By lunchtime, Nikolay Nikolayevich had already completely immersed himself in the discussion of the scientific problems of recognizing infections by nanobots, talking with his colleague on Mars. He felt he needed to talk to someone sensible, calm, and maybe he would find a solution by applying his favorite practice of brainstorming. This often helped.
There was a large colony on Mars, also scientific with huge scientific prospects and good technological supply. Bright minds from all over the solar system have been flowing there.
— How is the weather? — Nikolay Nikolaevich asked his classmate, who has flown to Mars long ago.
— The storm ended yesterday and we saw the Sun in the morning, — he answered cheerfully, — we are fighting with a sugar plantation on the northwestern slope of Mount Olympus.
Scientists hoped that the glacier, or rather its lower, regularly melting spurs, would provide water access to plantings, and thereby help their rapid growth. But a problem arose. Martian storms, distinguished by their power and ruthlessness, each time covered all the plants with a deep layer of fine dust, just like flour. They had to carefully dig them out and wash them leaf by leaf.
By evening, a little encouraged by the conversation, Nikolay Nikolayevich, was getting ready to go home. Grabbed a charger for his onphone and went to the parking lot.
Onphones were like usual phones but had the better connection everywhere. People could call everywhere on the planet. Besides last makes became very useful. Onphones could be worn on hand wrists and had a one little screen-button. By pushing the button, the floating digital screen appeared in the air next to the hand. It had everything — icons, buttons for calls and applications and while talking to someone the owner could see his face on that screen. The creator of onphone was an English scientist. His name nobody remembers now. He wanted to simplify phones and give people the opportunity not to hold the phone while conversation. To free hands was a great idea. People call these new phones — onphones exactly because these makes could be held on wrists like wristwatches. Chargers for such gadgets were unconnected — just a plate. People put their onphones on these plates to charge during nights.
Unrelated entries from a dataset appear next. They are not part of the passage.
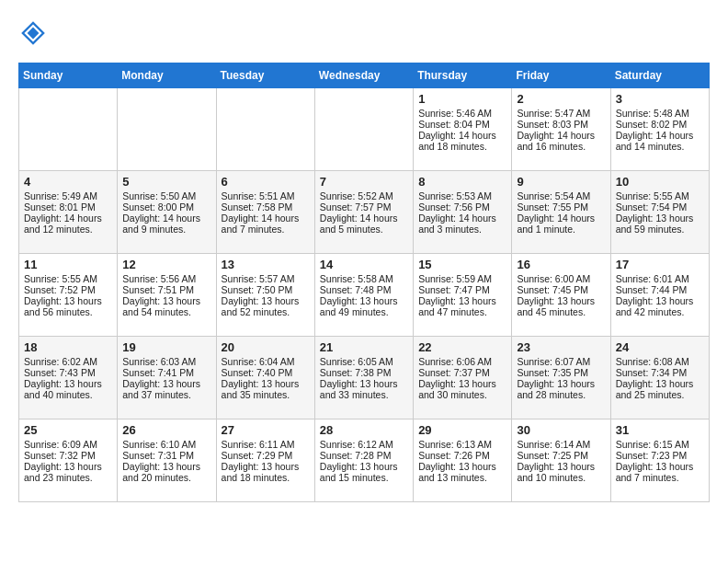 The image size is (728, 563). I want to click on day-info-line: Daylight: 13 hours and 10 minutes., so click(561, 472).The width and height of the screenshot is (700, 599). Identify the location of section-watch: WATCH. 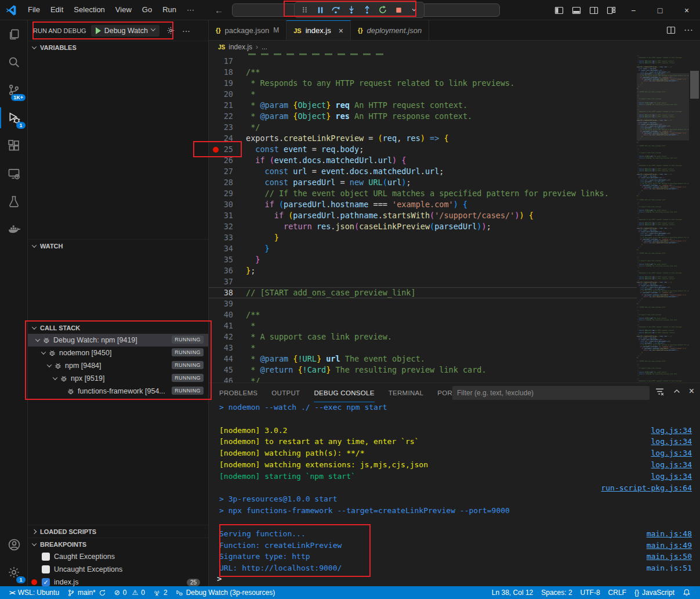
(118, 246).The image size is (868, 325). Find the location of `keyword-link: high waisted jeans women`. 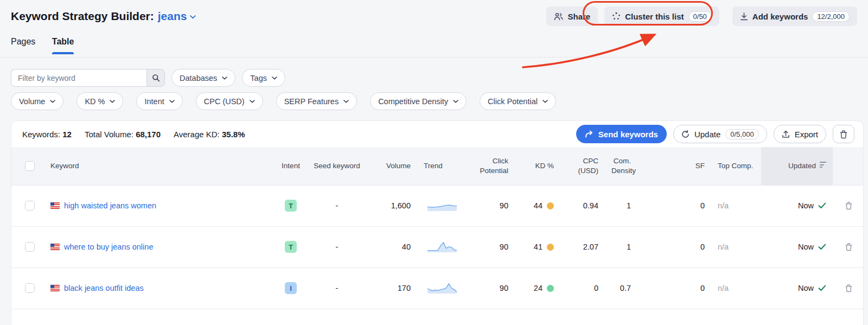

keyword-link: high waisted jeans women is located at coordinates (110, 206).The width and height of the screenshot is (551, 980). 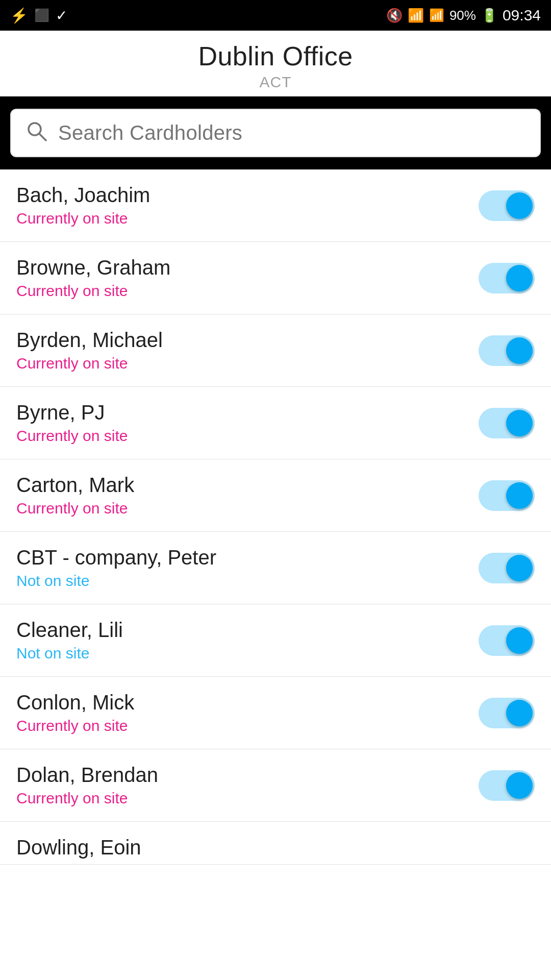 What do you see at coordinates (247, 702) in the screenshot?
I see `cardholder-name: Conlon, Mick` at bounding box center [247, 702].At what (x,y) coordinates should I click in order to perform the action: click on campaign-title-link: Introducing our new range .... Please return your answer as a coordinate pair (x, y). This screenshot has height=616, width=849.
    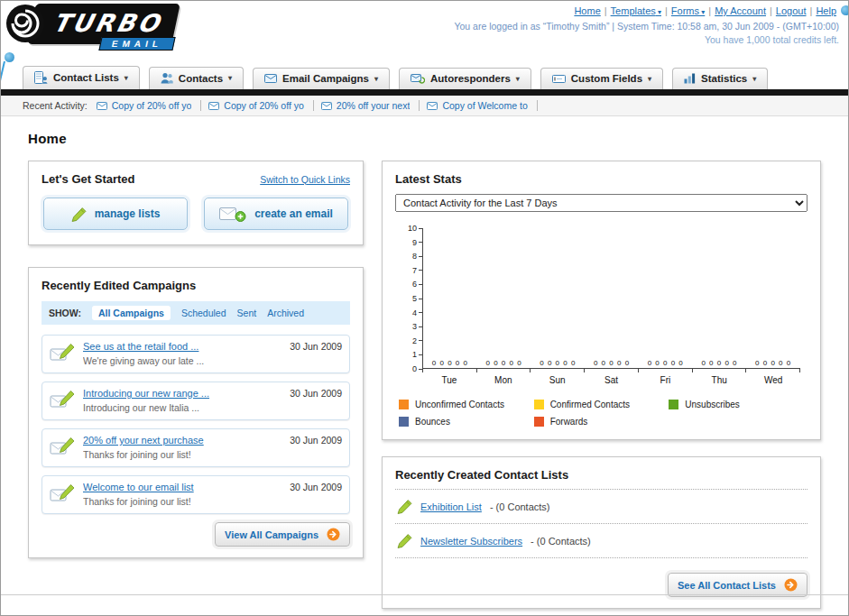
    Looking at the image, I should click on (180, 393).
It was clearly visible from the roof, there was gathering a thunderstorm. Violet-lead clouds piled up on the spire of the old television tower.
Chapter 2
Nikolay Nikolaevich, fatty, curly-haired, but a bit balding, a man of 45, on the whole, was pleased with his fate. He was doing interesting things — he was a chief of a scientific laboratory working in the field of biotechnologies and genetics. He had a large family — a wife and two little sons. And also, a cat! Incredibly white and fluffy!
The head of the scientific genius has always been filled with ideas, the implementation of which suffered a little in discipline and organization, since God did not give him strictness towards himself, but generously endowed him with talent and openness. He was characterized by some lack of concentration and even absent-mindedness, but he knew his business.
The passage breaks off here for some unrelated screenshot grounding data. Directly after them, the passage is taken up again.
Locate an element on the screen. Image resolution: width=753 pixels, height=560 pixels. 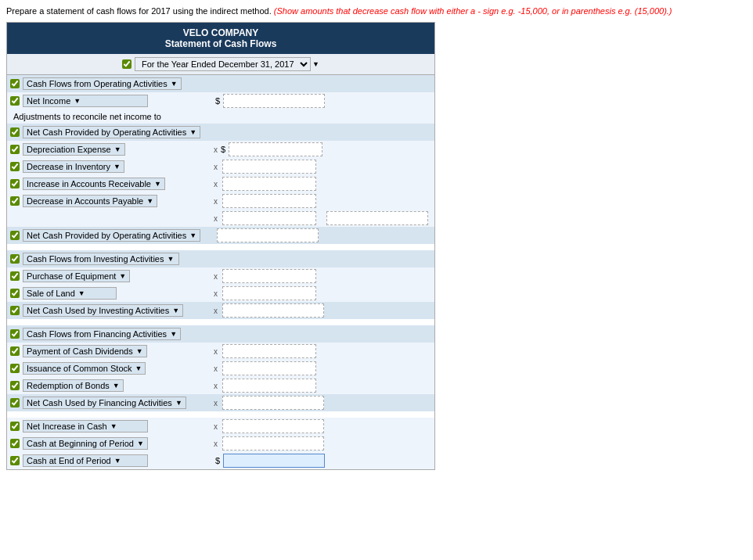
common-stock-row: Issuance of Common Stock ▼ x is located at coordinates (221, 368).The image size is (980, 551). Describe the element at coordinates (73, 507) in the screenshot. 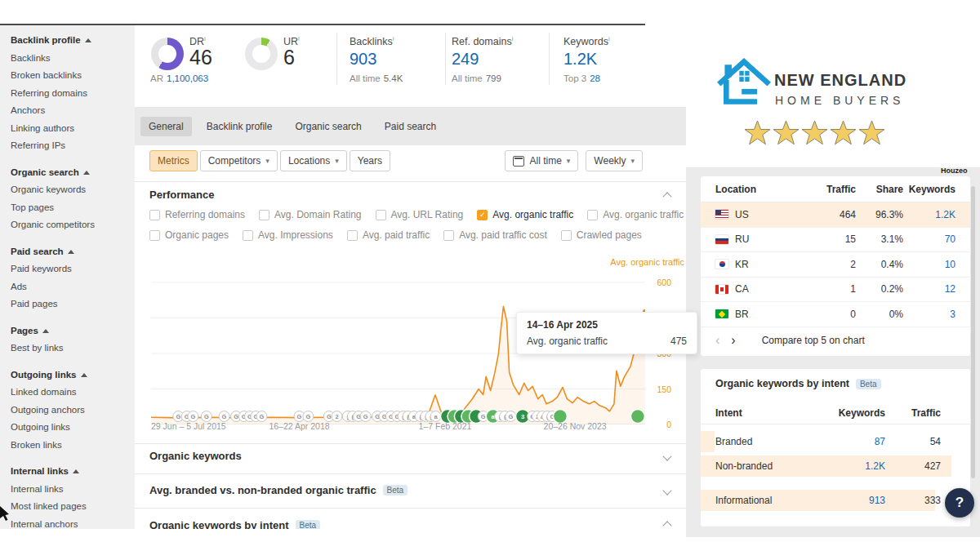

I see `sidebar-item-most-linked-pages: Most linked pages` at that location.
Quite often, Nikolay Nikolayevich, with his features to find cause-and-effect relationships in everything, as well as the inability to turn off these qualities after leaving work, often wondered about the decline of society.
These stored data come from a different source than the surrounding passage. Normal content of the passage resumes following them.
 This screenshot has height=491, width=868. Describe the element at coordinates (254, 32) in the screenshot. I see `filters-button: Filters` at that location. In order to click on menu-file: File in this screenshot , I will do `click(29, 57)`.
Against the backdrop of a wonderful tandem of nature and technology, it was obvious.
The opponents of social networks have long calmed down, because the further people moved, the more they plunged into the network, and the network plunged into them. In the first half of the century, people still used the Internet. But after a short but very revealing military incident, when the most powerful power net at that time was disabled for several hours, it became obvious that the digital world is very dependent, and technologies that do not work on traditional electricity are needed. The modern Brainnet has become completely different and much more convenient.
No, Nikolay Nikolaevich was not inclined to give gloomy, decadent prospects to modernity. As a man of science, he always looked ahead. Sometimes, he wondered if observation and logic were given to him from birth, or if this was a boon acquired in the profession. Paying attention to society, he saw subtle, slow, but important changes. And they bothered him. He understood that his intellectual, even conservative upbringing could influence his perception. But it became more and more obvious that something was wrong.
He and his family led a quiet, non-public life. Theaters, occasionally cinemas. In art, everything has been captured by augmented reality. As if you become a participant in the process. It was very bewitching. Sometimes, for weak people such an experience did not bode well.
In general, life went on as usual. Vacations on Mars, in their favorite region of Tharsis. Periodic visits to work on the Moon. The little was out of the standard work schedule. The children have not yet gone to school — they were still small.
Perhaps it was the measured lifestyle that exaggerated his reaction to the misfortune of their friends. A week ago, his friend’s son died. A young, handsome young man with a good education, from a prosperous family, simply got into a flyer and flew into the spaceport fence at full speed. So stupid…
Evil tongues said that he became a victim of a social group where people did barbaric things to get extreme pleasures. Of course, it’s one thing to experience the virtual sensations of augmented reality and not crap yourself, and it’s quite another — to commit a crazy act yourself and survive! And don’t screw up! Wow! Real feelings! They considered it almost heroic. The fact that such sensations would almost certainly be the last in their lives did not bother them.
Others said that in recent months he had become too malleable and frivolous. He could be talked into any adventure, including the dubious pleasure of a crazy flight and the illusory possibility of surviving after it. Some people, as always, looked for the roots in glut. After all, dad is rich.
Nikolay Nikolaevich was shocked by this event. He was familiar with him, and he gave the impression of an intelligent guy. And, despite the tragedy of this suicide, which in essence in a modern calm and prosperous society has long become savagery, it could not be called atypical. Here and there, news came about the strange behavior of individual or small groups of people, when, in fact, manipulating them, one could achieve anything. Of course, the media did not present this fact in this way. For them, there was no connection between the high level of accidents and deep changes in social relations, but Nikolay Nikolayevich saw the rotten roots of the decline of consciousness. The reasons were not clear.
People, becoming too frivolous, either fell into the hands of cunning, far-sighted swindlers, or showed habits far from being characteristic of a healthy society, but, on the contrary, destroying the basic concepts of humanity. Some misfortune struck the minds of people. Living well, they increasingly desired to please their ego, gravitated towards permissiveness and demanded absurd pleasures. Separate social movements demanded the legalization of brain stimulants. Heroin and other substances that people injected into their veins a long time ago were no longer popular — too difficult, just stimulate certain areas of the brain for pleasure even to death. Others demanded a ban on the extraction of Arctic herring, which was understandable, at least for vegetarians.
One morning, Nikolay Nikolaevich drew attention to an unusual event in news. In a small agrarian country, practically a «land of nod», the prime minister abruptly changed after a small series of rallies by the opposition party. Nikolay Nikolaevich began to think — either certain political movements began to use new methods of manipulating people’s minds, or he was paranoid. He wanted to believe in paranoia.
Either these viscous thoughts, or the shock of his friend’s misfortune, but something unsettled him, and the experiment with nanobots stalled a week ago, and stood still.
He knew that under conditions of artificial gravity, alternating them with sessions of weightlessness, one could achieve interesting changes in protein structures, and this could provide a breakthrough in his work. But how to create such conditions? It is possible, of course, but expensive!
Chapter 3
2 weeks later Nikolay Nikolaevich happened to be at a scientific and practical Martian conference on extraterrestrial protein structures.